People become suckers for those who have the answer. They are vulnerable, and when the aggrieved unite behind a leader, their communal belief and self-righteousness warps their minds, and strife and violence become more incidental than accidental. On a bad day you get the Proud Boys. Here it is the so-called neo Nazis – forget the neo, they are Nazis properly so called.
Macaulay said:
‘We daily see men do for their party, for their sect, for their country, for their favourite schemes of political and social reform, what they would not do to enrich or avenge themselves…. virtue itself may contribute to the fall of him who imagines that it is within his power, by violating some general rule of morality, to confer an important benefit on a church, on a commonwealth, on mankind.’
Ambition
This does not sound like the people we are looking at. ‘Ambition should be made of sterner stuff.’ Big hitters like Alexander, Julius Caesar, Napoleon and Hitler all had ambition and were brought down by it, leaving millions of dead behind them, but it does not seem the appropriate epithet for our protesting marchers. They do not want to join the ‘elites’ – they loathe them.
Intolerance
Attaching headings to these traits should not give these labels any more force than traits to look for in trying to work out how we go off the rails. They are all out there to combine to undo us. But we may have left the worst to last. Intolerance. Sir Lewis Namier knew as much about history as anyone I have read. He said what we miss is ‘tolerance with the restraint it implies.’ If you look at the flare-ups currently being encountered in the U S, the U K, or Australia, they arise from or are driven by intolerance and a lack of restraint.
Venom
The result of these vices can be a loathing that cannot be dismissed as irrational, and a form of vitriol that is anything but rational. Such as Nazis or police killers who call themselves ‘sovereign citizens.’ These people are cancers on the common weal, and in looking at dealing with them, we should bear steadily in mind the forces for evil that were unleashed in Paris in 1789, in St Petersburg in 1918, and Berlin in 1933. Those explosions led to catastrophic losses of life and human dignity. It is curious that two are still celebrated in some parts. But what we do know is that when revolution comes, the scum rises to the surface – and we can already see the scum before our eyes.

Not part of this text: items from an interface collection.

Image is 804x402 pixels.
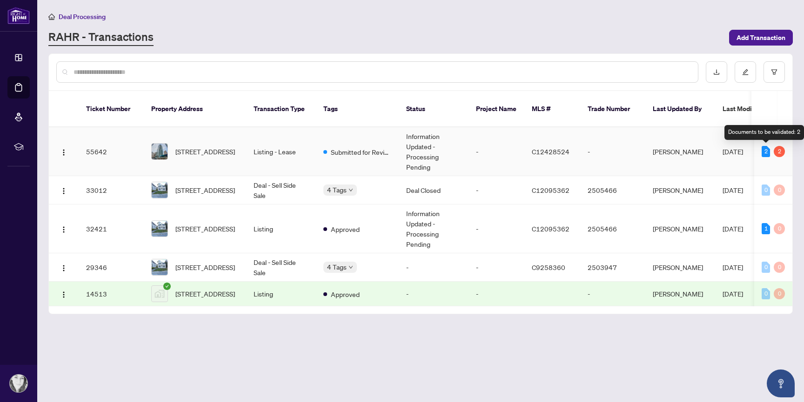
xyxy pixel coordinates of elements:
td: - [468,176,524,205]
button: Logo [56,144,71,159]
td: 29346 [79,254,144,282]
img: Profile Icon [10,375,27,393]
td: 2505466 [580,205,645,254]
span: [DATE] [722,147,743,156]
span: Approved [331,224,360,234]
span: Submitted for Review [331,147,391,157]
button: Logo [56,287,71,301]
td: 2505466 [580,176,645,205]
img: Logo [60,149,67,156]
button: Add Transaction [729,30,793,46]
td: - [580,127,645,176]
div: 0 [761,185,770,196]
button: edit [734,61,756,83]
span: [DATE] [722,290,743,298]
span: Deal Processing [59,13,106,21]
td: Deal Closed [399,176,468,205]
span: [STREET_ADDRESS] [175,147,235,157]
span: Last Modified Date [722,104,779,114]
td: [PERSON_NAME] [645,176,715,205]
td: 2503947 [580,254,645,282]
button: Logo [56,221,71,236]
td: 55642 [79,127,144,176]
td: - [468,254,524,282]
div: 0 [761,262,770,273]
div: 0 [774,288,785,300]
span: 4 Tags [327,262,347,273]
th: MLS # [524,91,580,127]
span: [STREET_ADDRESS] [175,289,235,299]
td: - [468,282,524,307]
span: check-circle [163,283,171,290]
div: 1 [761,223,770,234]
td: [PERSON_NAME] [645,254,715,282]
div: 2 [761,146,770,157]
div: 0 [761,288,770,300]
td: [PERSON_NAME] [645,127,715,176]
th: Trade Number [580,91,645,127]
span: C9258360 [532,263,565,272]
th: Transaction Type [246,91,316,127]
th: Last Updated By [645,91,715,127]
span: filter [771,69,777,75]
img: thumbnail-img [152,260,167,275]
span: [DATE] [722,225,743,233]
td: - [468,205,524,254]
td: Information Updated - Processing Pending [399,127,468,176]
span: [DATE] [722,186,743,194]
th: Status [399,91,468,127]
th: Property Address [144,91,246,127]
span: C12095362 [532,225,569,233]
td: - [468,127,524,176]
td: Listing - Lease [246,127,316,176]
span: Approved [331,289,360,300]
img: thumbnail-img [152,144,167,160]
button: Open asap [767,370,794,398]
span: edit [742,69,748,75]
td: Listing [246,282,316,307]
span: home [48,13,55,20]
td: 33012 [79,176,144,205]
div: 0 [774,185,785,196]
td: 14513 [79,282,144,307]
button: Logo [56,183,71,198]
img: thumbnail-img [152,182,167,198]
span: down [348,188,353,193]
button: Logo [56,260,71,275]
span: [DATE] [722,263,743,272]
img: Logo [60,226,67,234]
td: - [399,254,468,282]
img: Logo [60,291,67,299]
td: Deal - Sell Side Sale [246,176,316,205]
th: Ticket Number [79,91,144,127]
a: RAHR - Transactions [48,29,154,46]
div: 0 [774,262,785,273]
th: Tags [316,91,399,127]
img: Logo [60,265,67,272]
div: Documents to be validated: 2 [724,125,804,140]
td: Information Updated - Processing Pending [399,205,468,254]
td: Deal - Sell Side Sale [246,254,316,282]
td: - [580,282,645,307]
span: 4 Tags [327,185,347,195]
span: [STREET_ADDRESS] [175,224,235,234]
span: Add Transaction [736,30,785,45]
span: [STREET_ADDRESS] [175,262,235,273]
td: Listing [246,205,316,254]
img: logo [7,7,30,24]
th: Last Modified Date [715,91,799,127]
img: thumbnail-img [152,286,167,302]
button: download [706,61,727,83]
div: 0 [774,223,785,234]
span: C12428524 [532,147,569,156]
td: - [399,282,468,307]
span: download [713,69,720,75]
span: [STREET_ADDRESS] [175,185,235,195]
img: Logo [60,187,67,195]
button: filter [763,61,785,83]
td: [PERSON_NAME] [645,282,715,307]
td: [PERSON_NAME] [645,205,715,254]
img: thumbnail-img [152,221,167,237]
span: C12095362 [532,186,569,194]
span: down [348,265,353,270]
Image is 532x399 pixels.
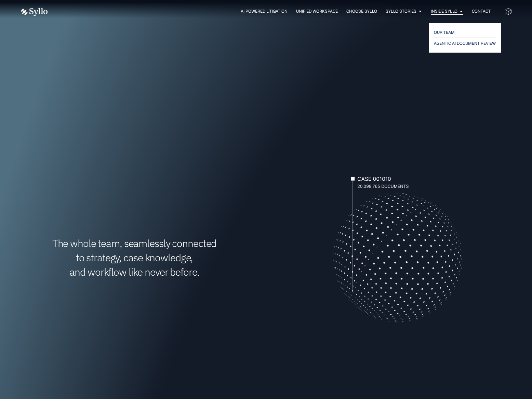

Dickens had at least two things in common with Shakespeare – the ability to depict precisely those at the bottom of the barrel, and an unholy fear of the mob. In this Dickens novel, the hero was sentenced to death for his part in the riots. He got a full pardon in the end, presumably on the ground of some kind of diminished responsibility. Medicine may need to refine its views on insanity, and the law may need to do so on criminal liability, but it would be as well to remember the insistence of Hannah Arendt that:
‘The trouble with Eichmann was precisely that so many were like him, and that many were neither perverted nor sadistic, that they were, and still are, terribly and terrifyingly normal.’